Tuesday Nov 6: no matter what happens, we will be fighting on different ground

The election is day after tomorrow. I remember how I felt after the 2016 election. In 2018, I am much better prepared. I think a lot of people are better prepared. I have never seen mobilization like what I have seen in the last year. Never — not even in the 1970s against the Vietnam War. But no matter what happens on Tuesday,  it’s not going to let up. If anything, the conflict will only get sharper.

I think people on both sides know this.  They’re not thinking of Tuesday as the end of the story.  Nobody’s going to take time off. If the bad guys win, we’re still stuck in a life and death struggle because global warming has given us a deadline: get it together, or get out. If the bad guys win we just keep moving towards the world we have seen in movies, with deserts, continents of toxic waste, and then islands or even mini-moons of luxury.  If that’s what happens, people like us just keep fighting. On the other hand, if the good guys win, the conflict will move to Congress. This doesn’t mean that people at the base  on either side can cool it. The good guys had better not cool it; if we have actually succeeded in electing people we want to represent us, we need to keep them on course and make them make the wheels turn. The bad guys will have a heightened romantic identity as underdogs and flag-wavers; they’ll keep themselves busy. William Berkeley, the colonial governor of Virginia at the time of Bacon’s Rebellion, said, “Woe be it to a governor, three quarters of whose citizens are indebted, discontented, and armed.”

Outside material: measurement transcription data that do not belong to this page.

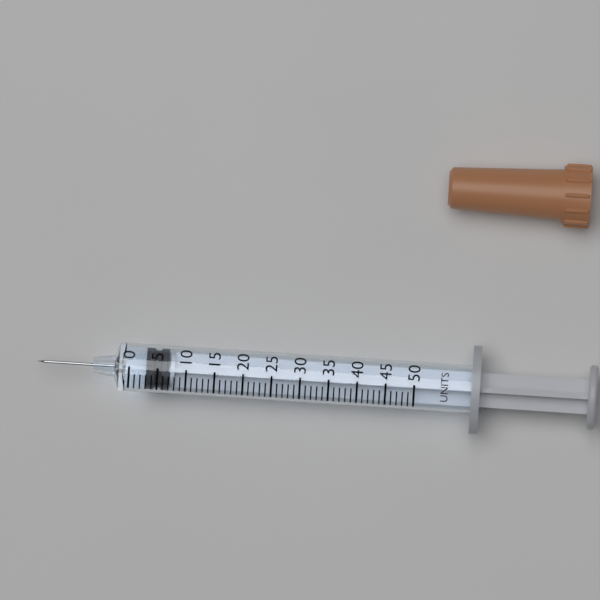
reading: 3 units
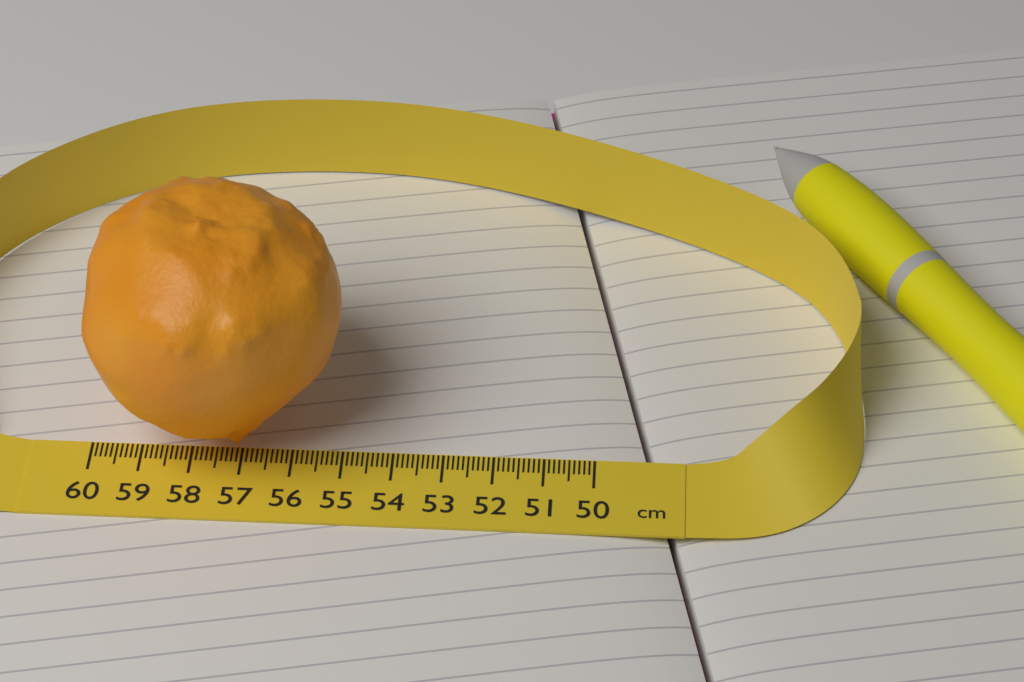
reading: 55.0 cm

The key races are all so close that wins, either way, are going to be by a handful of votes. It’s going to be 49.9% against 49.8%. That leaves a lot of unhappy, angry people out there. No one who loses by a thousand votes, or four hundred votes, or ten votes, is going to just walk away and say, “Never mind.”  There will be re-counts, lawsuits, ugly name-calling. More pipe bombs, probably.

There will be stunning examples of good leadership, too. Although I believed Bernie could have won – and would have won, if the Democratic National Committee had not screwed with him – I always also trusted that he would show us what losing with dignity looks like. I will never forget the speech he gave at the Convention when he handed Vermont’s electoral votes to Hilary. That was a mind-blowingly gracious and grown-up act. He rose to the occasion.

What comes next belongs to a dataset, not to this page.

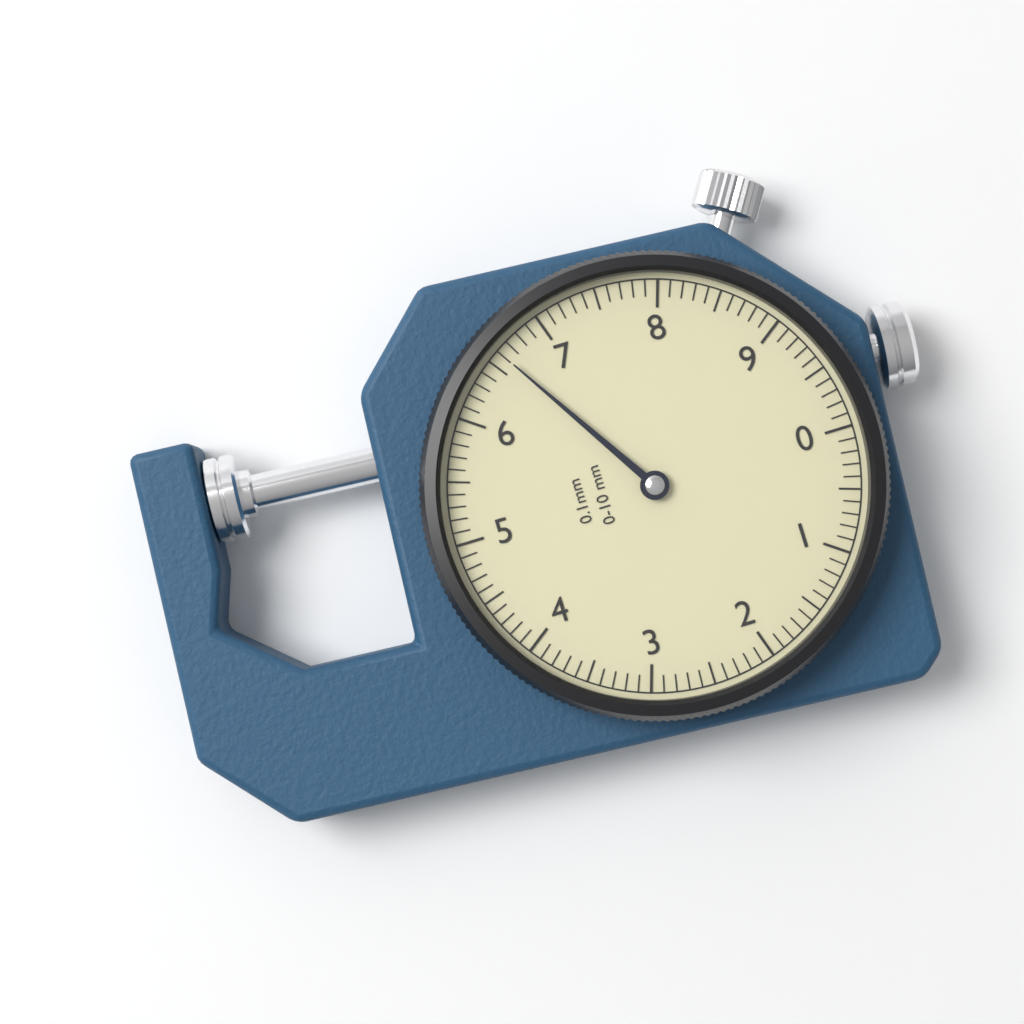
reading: 6.6 mm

But maybe 2016 was too soon for a Social Democrat to win the presidency. Maybe the cleft down the middle of our country had to break wide open, maybe each side had to see more clearly exactly what the other side looks like. Maybe we had to actually see Jeff Sessions, the Proud Boys, Charlottesville, Kavanaugh……

Tuesday night we’ll be in Brattleboro at the bi-weekly meeting of the Vermont Workers Center Organizing Committee, a good group of people to be with on a night like that. There’s going to be those maps again, as House representatives who have 2-year terms and the 33 Senators who are up for election show up as columns of red or blue.Then the Governor’s races check in. The VWC meetings take place at a non-profit center called TheRoot, a comfortable building that is part artists’ studios and part community enter. It has parking, heat, a bathroom, a lot of comfortable chairs and books and posters.  It also has internet. I’ll go on line and try to see what’s happening in California, Pacific Standard Time.

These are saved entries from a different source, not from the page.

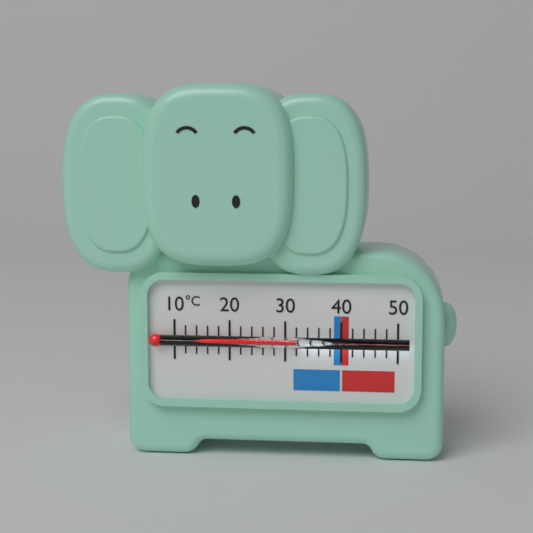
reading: 32 °C
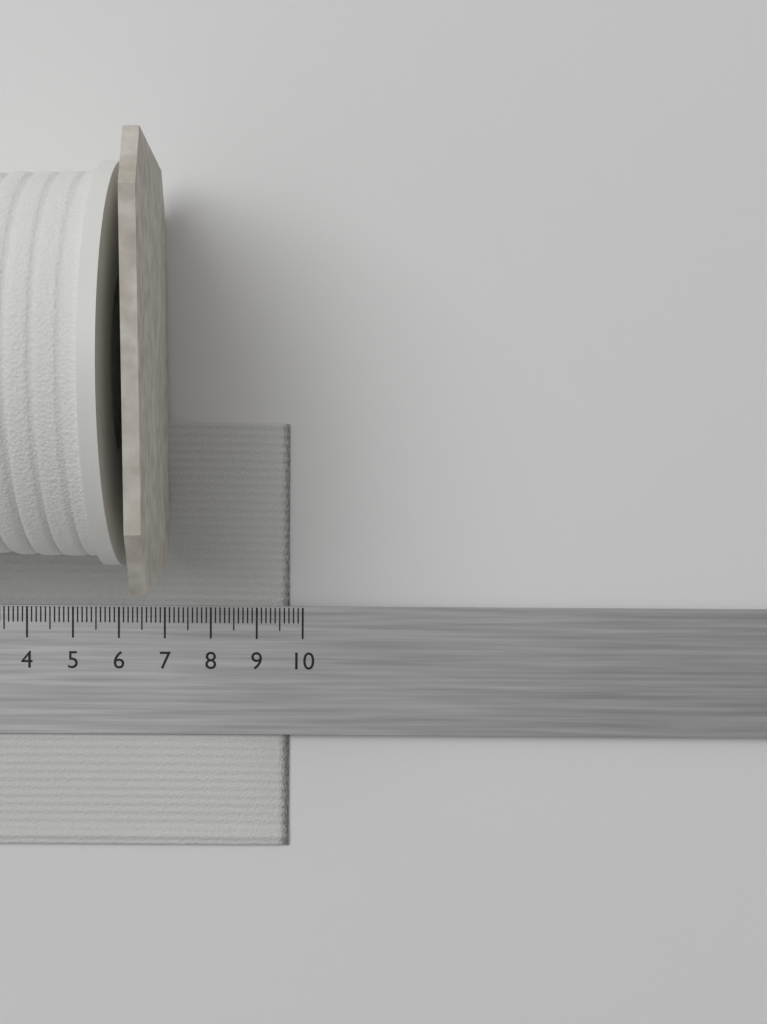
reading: 9.7 cm
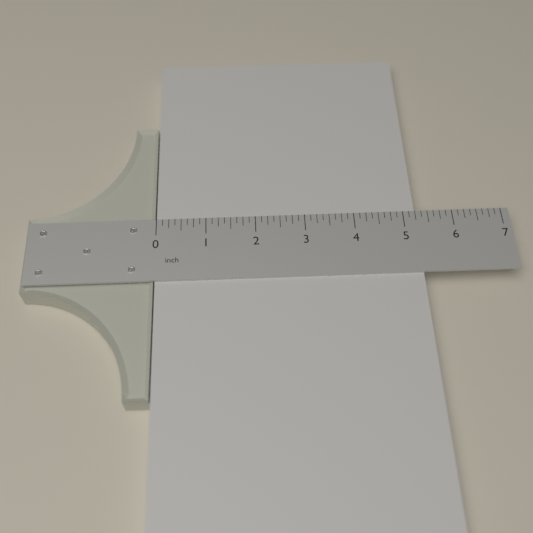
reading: 5.250 inch
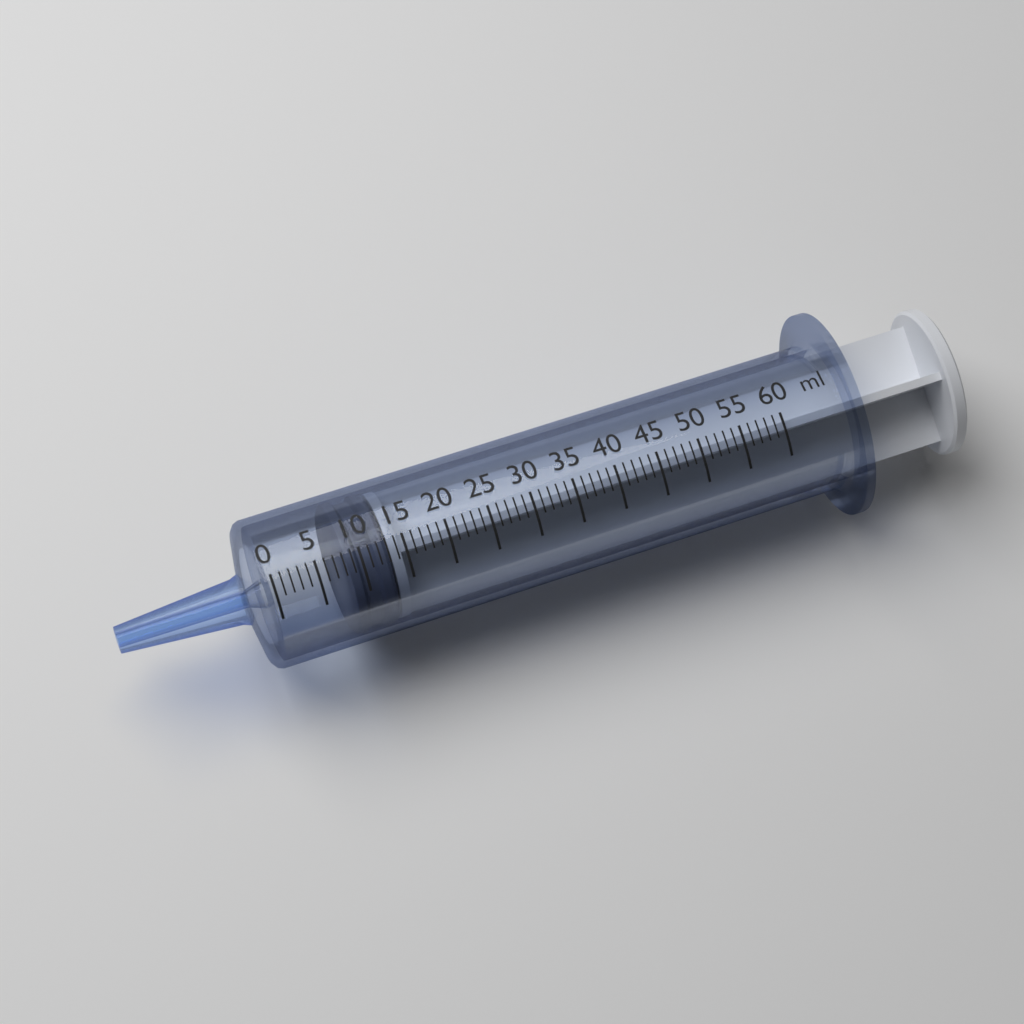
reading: 8 ml
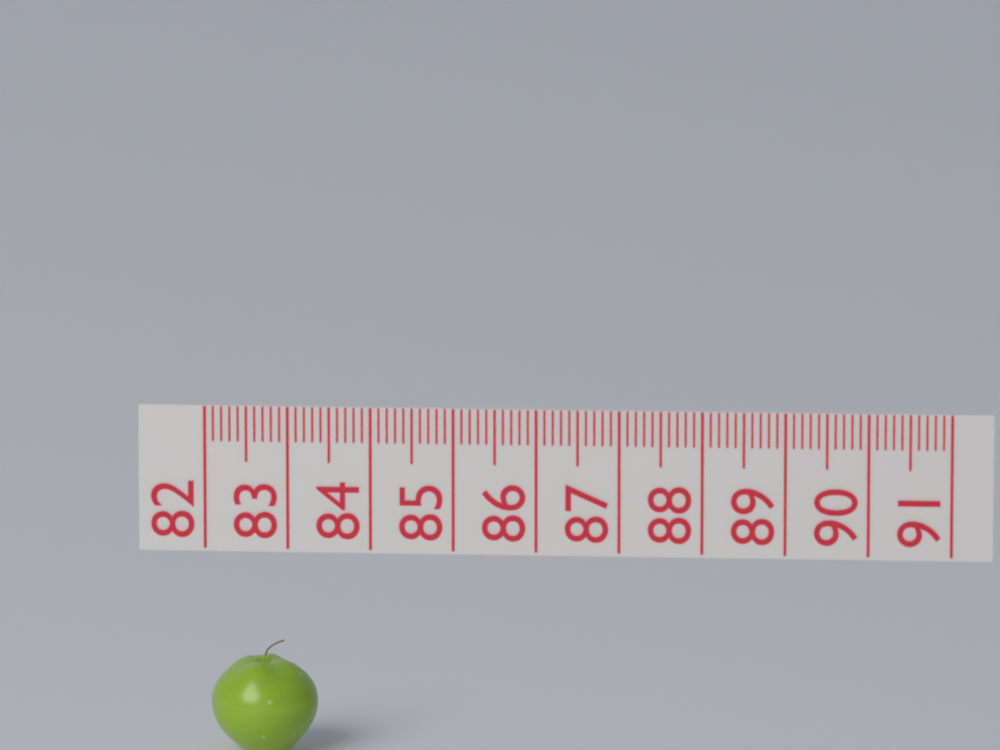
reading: 83.3 (no unit)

I’m prepared to cry. I didn’t cry after 2016; I was just scared. This year, if we lose big, I’ll cry for pity for the human race. But intellectually – in my harder-headed side — I expect that I’m going to hear a big cracking noise, like a beam splitting or – come to think of it — like the 1989 earthquake which I remember vividly: a deep grinding noise way below eardrum-audible, but body-audible, as the East Bay Hills groaned and tried to turn over. When the noise is over, I think I’ll see a country split apart as it hasn’t been since the Civil War.

 

Published by helenaworthen

Labor educator, retired from University of Illinois, taught at TDT University in Ho Chi Minh City in the Faculty of Trade Unions and Labor Relations. Co-author with Joe Berry of Power Despite Precarity: Strategies for the contingent faculty movement in higher education, forthcoming (August 2021) from Pluto Press.